The move fits a wider escalation. In March, Donald Trump unveiled a hemispheric anti-cartel drive at the Shield of the Americas Summit, where 17 countries signed a joint security declaration and the president described using lethal military force against cartels and terrorist networks. The Pentagon is also expected to press Honduras to accept similar joint military action, signaling that Guatemala may be only the first test case in a larger regional push.

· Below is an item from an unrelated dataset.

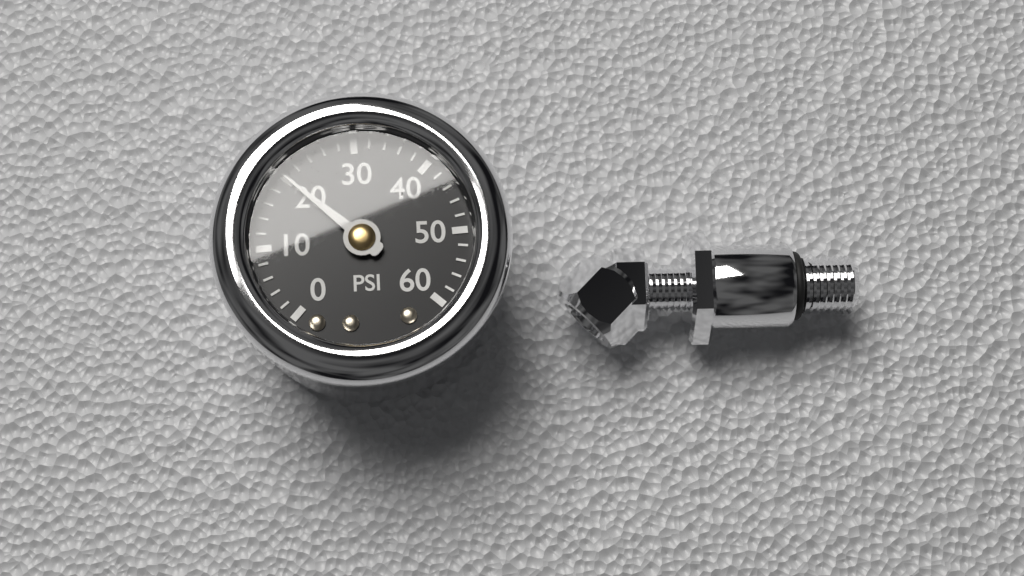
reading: 20 psi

Washington has plenty of intelligence and policy cover for the move. The State Department listed Guatemala among the major drug transit or major illicit drug producing countries for fiscal year 2026. In April, it said a sanctions case targeted a transnational network spanning India, Guatemala and Mexico that supplied precursor chemicals to the Sinaloa Cartel. State Department material also says many parts of Guatemala, especially along its borders, are under the influence of drug trafficking organizations.

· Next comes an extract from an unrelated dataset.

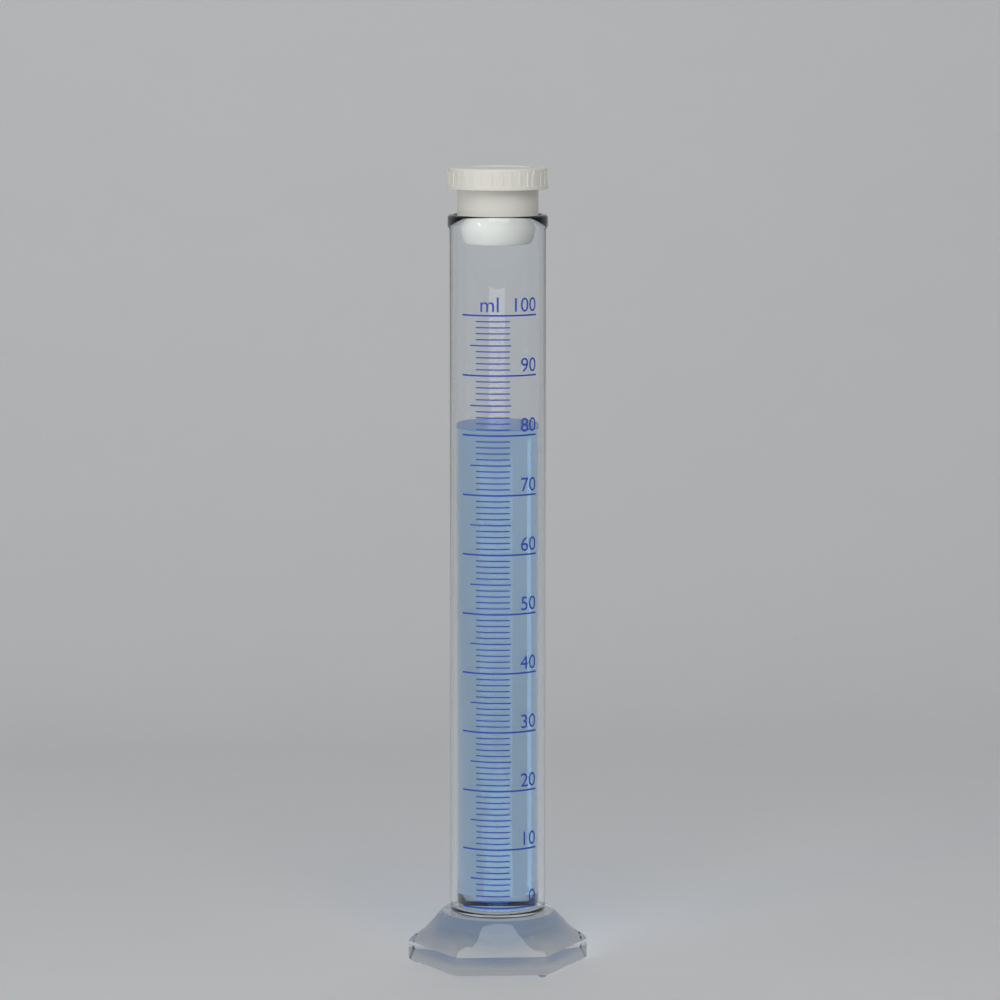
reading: 81 ml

The administration has spent years building the infrastructure for deeper cooperation there. U.S. agencies have worked with Guatemalan police, military units, prosecutors and border forces through programs including the Central America Regional Security Initiative and the Bureau of International Narcotics and Law Enforcement Affairs. In 2019, Guatemalan police and military units seized record amounts of narcotics, a reminder that the current deal would be an escalation of an existing security partnership, not a wholly new relationship.

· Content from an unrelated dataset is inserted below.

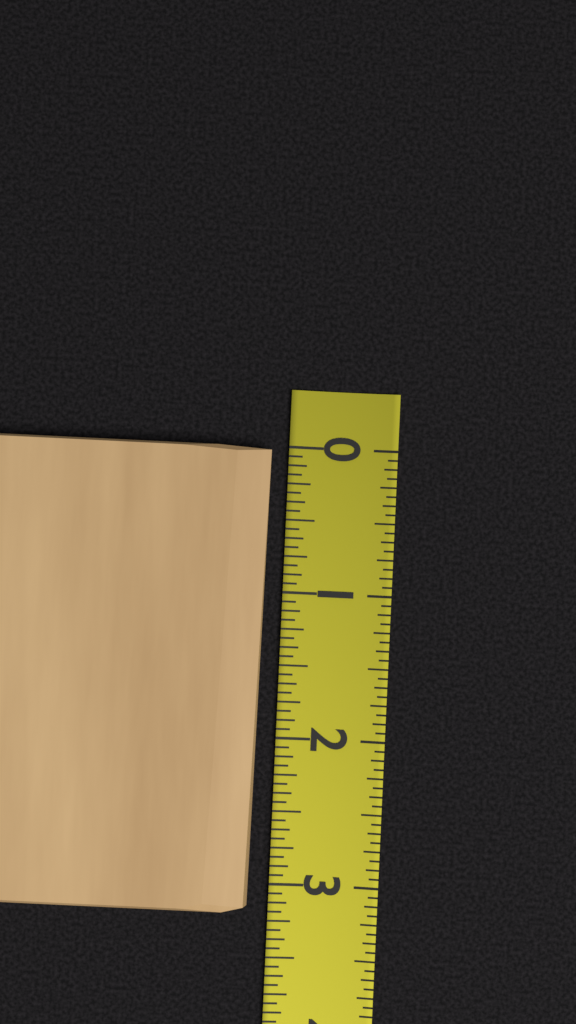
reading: 3.1875 (no unit)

Still, the stakes have risen sharply. U.S. maritime strikes in Latin American waters had killed nearly 200 people by late May, and a Pentagon watchdog said it would review whether those attacks followed the proper targeting framework. Against that backdrop, joint strikes inside Guatemala would mark a major advance in Trump’s effort to extend U.S. military reach in the hemisphere, while forcing Arévalo to balance anti-drug pressure against the politics of sovereignty at home.

This article was produced by Prism’s automated news system from verified source data, official records, and press releases, then run through automated quality and moderation checks before publishing. The system is built and supervised by the people who set the standards it runs under. Read our full AI policy.